I stood before this marker, feeling compelled to do so while reading the recently published “Glow: The Autobiography of Rick James,” assembled from the man’s notes by author David Ritz. I don’t know what I was expecting. Nothing, really. I’m not much of a believer in the idea that one might commune with the spirit of a dead man who also was a stranger, in the corporeal sense. Yet, I felt drawn to James’ well-maintained grave, and while there, I did feel something. It was the dichotomy, I think, between the James pose on the stone, and the “God is love” legend. For in the distance between the two lies the essence of James.
“Glow” is a harrowing read, even for a fan. James wrote much of it while in prison serving time for various drug-related offenses. It’s disturbingly frank, it pulls no punches, and it makes the reader wonder how James, who was already addicted to drugs by the time he was a teenager, lived as long as he did. And it serves to underscore the veracity of a statement James makes in the book’s early pages; “Super talent doesn’t take you to the Land of Peace; it takes you to Crazyland. And if you ain’t emotionally grounded in something rock-solid, you gonna get annihilated.”

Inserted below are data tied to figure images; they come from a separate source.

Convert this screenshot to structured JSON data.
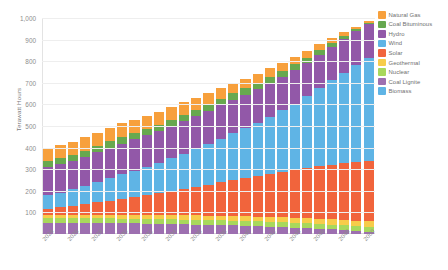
{
  "chart_data": {
    "type": "bar",
    "stacked": true,
    "title": "",
    "subtitle": "",
    "xlabel": "",
    "ylabel": "Terawatt Hours",
    "ylim": [
      0,
      1000
    ],
    "y_ticks": [
      100,
      200,
      300,
      400,
      500,
      600,
      700,
      800,
      900,
      1000
    ],
    "y_tick_labels": [
      "100",
      "200",
      "300",
      "400",
      "500",
      "600",
      "700",
      "800",
      "900",
      "1,000"
    ],
    "grid": true,
    "legend_position": "right",
    "categories": [
      "2024",
      "2025",
      "2026",
      "2027",
      "2028",
      "2029",
      "2030",
      "2031",
      "2032",
      "2033",
      "2034",
      "2035",
      "2036",
      "2037",
      "2038",
      "2039",
      "2040",
      "2041",
      "2042",
      "2043",
      "2044",
      "2045",
      "2046",
      "2047",
      "2048",
      "2049",
      "2050"
    ],
    "x_tick_labels": [
      "2024",
      "",
      "2026",
      "",
      "2028",
      "",
      "2030",
      "",
      "2032",
      "",
      "2034",
      "",
      "2036",
      "",
      "2038",
      "",
      "2040",
      "",
      "2042",
      "",
      "2044",
      "",
      "2046",
      "",
      "2048",
      "",
      "2050"
    ],
    "series": [
      {
        "name": "Coal Lignite",
        "color": "#9d6fb0",
        "values": [
          52,
          52,
          51,
          51,
          50,
          50,
          49,
          49,
          48,
          47,
          46,
          45,
          44,
          43,
          41,
          40,
          38,
          36,
          34,
          32,
          30,
          27,
          24,
          21,
          18,
          14,
          10
        ]
      },
      {
        "name": "Nuclear",
        "color": "#a8d85c",
        "values": [
          22,
          22,
          22,
          22,
          22,
          22,
          22,
          22,
          22,
          22,
          22,
          22,
          22,
          22,
          22,
          22,
          22,
          22,
          22,
          22,
          22,
          22,
          22,
          22,
          22,
          22,
          22
        ]
      },
      {
        "name": "Geothermal",
        "color": "#f7cc4a",
        "values": [
          14,
          14,
          15,
          15,
          16,
          16,
          17,
          17,
          18,
          18,
          19,
          19,
          20,
          20,
          21,
          21,
          22,
          22,
          23,
          23,
          24,
          24,
          25,
          25,
          26,
          26,
          27
        ]
      },
      {
        "name": "Solar",
        "color": "#f1643c",
        "values": [
          30,
          36,
          43,
          50,
          58,
          66,
          75,
          84,
          93,
          103,
          113,
          123,
          133,
          144,
          155,
          166,
          177,
          188,
          199,
          210,
          221,
          232,
          243,
          253,
          263,
          272,
          280
        ]
      },
      {
        "name": "Wind",
        "color": "#5fb4e5"
      },
      {
        "name": "Hydro",
        "color": "#9258a8"
      },
      {
        "name": "Coal Bituminous",
        "color": "#67a84f"
      },
      {
        "name": "Natural Gas",
        "color": "#f7a03c"
      },
      {
        "name": "Biomass",
        "color": "#5fb4e5"
      }
    ],
    "legend_entries": [
      {
        "label": "Natural Gas",
        "color": "#f7a03c"
      },
      {
        "label": "Coal Bituminous",
        "color": "#67a84f"
      },
      {
        "label": "Hydro",
        "color": "#9258a8"
      },
      {
        "label": "Wind",
        "color": "#5fb4e5"
      },
      {
        "label": "Solar",
        "color": "#f1643c"
      },
      {
        "label": "Geothermal",
        "color": "#f7cc4a"
      },
      {
        "label": "Nuclear",
        "color": "#a8d85c"
      },
      {
        "label": "Coal Lignite",
        "color": "#9d6fb0"
      },
      {
        "label": "Biomass",
        "color": "#5fb4e5"
      }
    ],
    "stack_order_bottom_to_top": [
      "Coal Lignite",
      "Nuclear",
      "Geothermal",
      "Solar",
      "Wind",
      "Hydro",
      "Coal Bituminous",
      "Natural Gas"
    ],
    "stacks": [
      {
        "category": "2024",
        "total": 400,
        "values": {
          "Coal Lignite": 52,
          "Nuclear": 22,
          "Geothermal": 14,
          "Solar": 30,
          "Wind": 62,
          "Hydro": 130,
          "Coal Bituminous": 28,
          "Natural Gas": 62
        }
      },
      {
        "category": "2025",
        "total": 412,
        "values": {
          "Coal Lignite": 52,
          "Nuclear": 22,
          "Geothermal": 14,
          "Solar": 36,
          "Wind": 68,
          "Hydro": 130,
          "Coal Bituminous": 28,
          "Natural Gas": 62
        }
      },
      {
        "category": "2026",
        "total": 428,
        "values": {
          "Coal Lignite": 51,
          "Nuclear": 22,
          "Geothermal": 15,
          "Solar": 43,
          "Wind": 76,
          "Hydro": 131,
          "Coal Bituminous": 28,
          "Natural Gas": 62
        }
      },
      {
        "category": "2027",
        "total": 448,
        "values": {
          "Coal Lignite": 51,
          "Nuclear": 22,
          "Geothermal": 15,
          "Solar": 50,
          "Wind": 86,
          "Hydro": 133,
          "Coal Bituminous": 29,
          "Natural Gas": 62
        }
      },
      {
        "category": "2028",
        "total": 470,
        "values": {
          "Coal Lignite": 50,
          "Nuclear": 22,
          "Geothermal": 16,
          "Solar": 58,
          "Wind": 96,
          "Hydro": 136,
          "Coal Bituminous": 30,
          "Natural Gas": 62
        }
      },
      {
        "category": "2029",
        "total": 492,
        "values": {
          "Coal Lignite": 50,
          "Nuclear": 22,
          "Geothermal": 16,
          "Solar": 66,
          "Wind": 106,
          "Hydro": 139,
          "Coal Bituminous": 31,
          "Natural Gas": 62
        }
      },
      {
        "category": "2030",
        "total": 512,
        "values": {
          "Coal Lignite": 49,
          "Nuclear": 22,
          "Geothermal": 17,
          "Solar": 75,
          "Wind": 114,
          "Hydro": 142,
          "Coal Bituminous": 31,
          "Natural Gas": 62
        }
      },
      {
        "category": "2031",
        "total": 530,
        "values": {
          "Coal Lignite": 49,
          "Nuclear": 22,
          "Geothermal": 17,
          "Solar": 84,
          "Wind": 122,
          "Hydro": 144,
          "Coal Bituminous": 31,
          "Natural Gas": 61
        }
      },
      {
        "category": "2032",
        "total": 548,
        "values": {
          "Coal Lignite": 48,
          "Nuclear": 22,
          "Geothermal": 18,
          "Solar": 93,
          "Wind": 130,
          "Hydro": 146,
          "Coal Bituminous": 31,
          "Natural Gas": 60
        }
      },
      {
        "category": "2033",
        "total": 566,
        "values": {
          "Coal Lignite": 47,
          "Nuclear": 22,
          "Geothermal": 18,
          "Solar": 103,
          "Wind": 139,
          "Hydro": 148,
          "Coal Bituminous": 30,
          "Natural Gas": 59
        }
      },
      {
        "category": "2034",
        "total": 588,
        "values": {
          "Coal Lignite": 46,
          "Nuclear": 22,
          "Geothermal": 19,
          "Solar": 113,
          "Wind": 150,
          "Hydro": 150,
          "Coal Bituminous": 30,
          "Natural Gas": 58
        }
      },
      {
        "category": "2035",
        "total": 610,
        "values": {
          "Coal Lignite": 45,
          "Nuclear": 22,
          "Geothermal": 19,
          "Solar": 123,
          "Wind": 162,
          "Hydro": 152,
          "Coal Bituminous": 30,
          "Natural Gas": 57
        }
      },
      {
        "category": "2036",
        "total": 630,
        "values": {
          "Coal Lignite": 44,
          "Nuclear": 22,
          "Geothermal": 20,
          "Solar": 133,
          "Wind": 174,
          "Hydro": 153,
          "Coal Bituminous": 29,
          "Natural Gas": 55
        }
      },
      {
        "category": "2037",
        "total": 652,
        "values": {
          "Coal Lignite": 43,
          "Nuclear": 22,
          "Geothermal": 20,
          "Solar": 144,
          "Wind": 187,
          "Hydro": 154,
          "Coal Bituminous": 29,
          "Natural Gas": 53
        }
      },
      {
        "category": "2038",
        "total": 678,
        "values": {
          "Coal Lignite": 41,
          "Nuclear": 22,
          "Geothermal": 21,
          "Solar": 155,
          "Wind": 203,
          "Hydro": 155,
          "Coal Bituminous": 30,
          "Natural Gas": 51
        }
      },
      {
        "category": "2039",
        "total": 700,
        "values": {
          "Coal Lignite": 40,
          "Nuclear": 22,
          "Geothermal": 21,
          "Solar": 166,
          "Wind": 217,
          "Hydro": 156,
          "Coal Bituminous": 29,
          "Natural Gas": 49
        }
      },
      {
        "category": "2040",
        "total": 720,
        "values": {
          "Coal Lignite": 38,
          "Nuclear": 22,
          "Geothermal": 22,
          "Solar": 177,
          "Wind": 231,
          "Hydro": 156,
          "Coal Bituminous": 28,
          "Natural Gas": 46
        }
      },
      {
        "category": "2041",
        "total": 742,
        "values": {
          "Coal Lignite": 36,
          "Nuclear": 22,
          "Geothermal": 22,
          "Solar": 188,
          "Wind": 247,
          "Hydro": 157,
          "Coal Bituminous": 27,
          "Natural Gas": 43
        }
      },
      {
        "category": "2042",
        "total": 768,
        "values": {
          "Coal Lignite": 34,
          "Nuclear": 22,
          "Geothermal": 23,
          "Solar": 199,
          "Wind": 266,
          "Hydro": 157,
          "Coal Bituminous": 27,
          "Natural Gas": 40
        }
      },
      {
        "category": "2043",
        "total": 792,
        "values": {
          "Coal Lignite": 32,
          "Nuclear": 22,
          "Geothermal": 23,
          "Solar": 210,
          "Wind": 285,
          "Hydro": 157,
          "Coal Bituminous": 26,
          "Natural Gas": 37
        }
      },
      {
        "category": "2044",
        "total": 820,
        "values": {
          "Coal Lignite": 30,
          "Nuclear": 22,
          "Geothermal": 24,
          "Solar": 221,
          "Wind": 307,
          "Hydro": 157,
          "Coal Bituminous": 25,
          "Natural Gas": 34
        }
      },
      {
        "category": "2045",
        "total": 848,
        "values": {
          "Coal Lignite": 27,
          "Nuclear": 22,
          "Geothermal": 24,
          "Solar": 232,
          "Wind": 332,
          "Hydro": 157,
          "Coal Bituminous": 23,
          "Natural Gas": 31
        }
      },
      {
        "category": "2046",
        "total": 878,
        "values": {
          "Coal Lignite": 24,
          "Nuclear": 22,
          "Geothermal": 25,
          "Solar": 243,
          "Wind": 360,
          "Hydro": 157,
          "Coal Bituminous": 20,
          "Natural Gas": 27
        }
      },
      {
        "category": "2047",
        "total": 908,
        "values": {
          "Coal Lignite": 21,
          "Nuclear": 22,
          "Geothermal": 25,
          "Solar": 253,
          "Wind": 390,
          "Hydro": 157,
          "Coal Bituminous": 17,
          "Natural Gas": 23
        }
      },
      {
        "category": "2048",
        "total": 935,
        "values": {
          "Coal Lignite": 18,
          "Nuclear": 22,
          "Geothermal": 26,
          "Solar": 263,
          "Wind": 418,
          "Hydro": 157,
          "Coal Bituminous": 13,
          "Natural Gas": 18
        }
      },
      {
        "category": "2049",
        "total": 960,
        "values": {
          "Coal Lignite": 14,
          "Nuclear": 22,
          "Geothermal": 26,
          "Solar": 272,
          "Wind": 447,
          "Hydro": 157,
          "Coal Bituminous": 9,
          "Natural Gas": 13
        }
      },
      {
        "category": "2050",
        "total": 985,
        "values": {
          "Coal Lignite": 10,
          "Nuclear": 22,
          "Geothermal": 27,
          "Solar": 280,
          "Wind": 477,
          "Hydro": 157,
          "Coal Bituminous": 5,
          "Natural Gas": 7
        }
      }
    ]
  }
}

James was unquestionably in possession of “super talent.” And man, did he ever get annihilated. When he died Aug. 6, 2004, traces of alprazolam, diazepam, bupropion, citalopram, hydrocodone, digoxin, chlorpheniramine, methamphetamine and cocaine were found in his blood, though none at levels strong enough to have killed him alone. Rather, James’ heart just gave up on him. We might want to romanticize this fact, take it as poetry or metaphor, but in fact, decades of drug abuse killed James. He simply lived too hard for too long. By the age of 56, he’d used himself up.
One could reasonably make the argument that James is the most significant pop-based musician to have emerged from Buffalo in the last century. We’re proud of him here, as we should be. But what does it say about us that our biggest claim to musical fame is a drug addict with an insatiable appetite for sex who served time in prison for misogynistic acts performed amid weeklong cocaine binges?
Throughout “Glow,” James is somewhat ambivalent about Buffalo. He clearly felt a fondness for his hometown, but he also saw it as tough, economically devastated and deeply racist, whether he was living in the projects as a kid, or claiming major real estate in the suburbs as a superstar. (“I was rich enough to buy the baddest house in Buffalo, a place in the lily-white suburb of Orchard Park, where racists had burned crosses on the lawns of a black doctor who owned the crib before me,” James writes.)
But he also speaks to the depth of our town’s culture, even amid bleak economic reality and rampant racism.
“In those days Buffalo was still alive. The Bethlehem Steel mill was going 24/7. There were jobs in the black community. There was music. And not just rhythm and blues. There was jazz, sophisticated modern jazz, that Mom heard and loved. She gave that love to me. She’d sneak me into clubs to hear Miles Davis when John Coltrane was his sideman. I got to hear Wes Montgomery play guitar and Jimmy Smith rip up the Hammond B-3 organ. I got to hear cats like Arthur Prysock sing ‘Misty’ and doo-woppers like the Moonglows sing ‘Sincerely’... Outside the music, the world was boring. But inside the music, the world was magic.”
Ultimately, the sounds James experienced in Buffalo became his own sound – a heady mixture of R&B, funk, rock, soul and jazz sensibilities. It is, more than any other sound in popular music, the sound of our city – dreamed of here, concocted here, largely performed by musicians from here.
You can still hear it, on any given weekend night in a Buffalo club.
Jerry Livingston, a member of James’ Stone City Band, is perhaps our most highly visible and direct conduit to the Jamesian funk. Other members of the Stone City Band still perform in town regularly. You can hear a descendant of James’ conception of groove – which revolved, always, around the bass line – in the playing of the virtuosic and soulful Buffalo bassist Zuri Elise Appleby. You can hear it when young local jam bands cover James’ ode to Buffalo, “Below the Funk (Pass the J).” You can hear it whenever Kenmore-born musician Dave Schulz returns home to reassemble his band C.O. Jones, often with Livingston among the ranks. You can hear local DJs and MCs, dropping the needle on a James platter, or sampling one of his grooves, or freestlying over the bass line to “Superfreak.”
And you’ll probably be hearing it for decades to come, in the grooves conjured by bands that haven’t even formed yet.
James left the best of himself in his music. We serve his memory best by keeping the funk alive. It’s in the funk, after all, where we can really feel the “Glow.”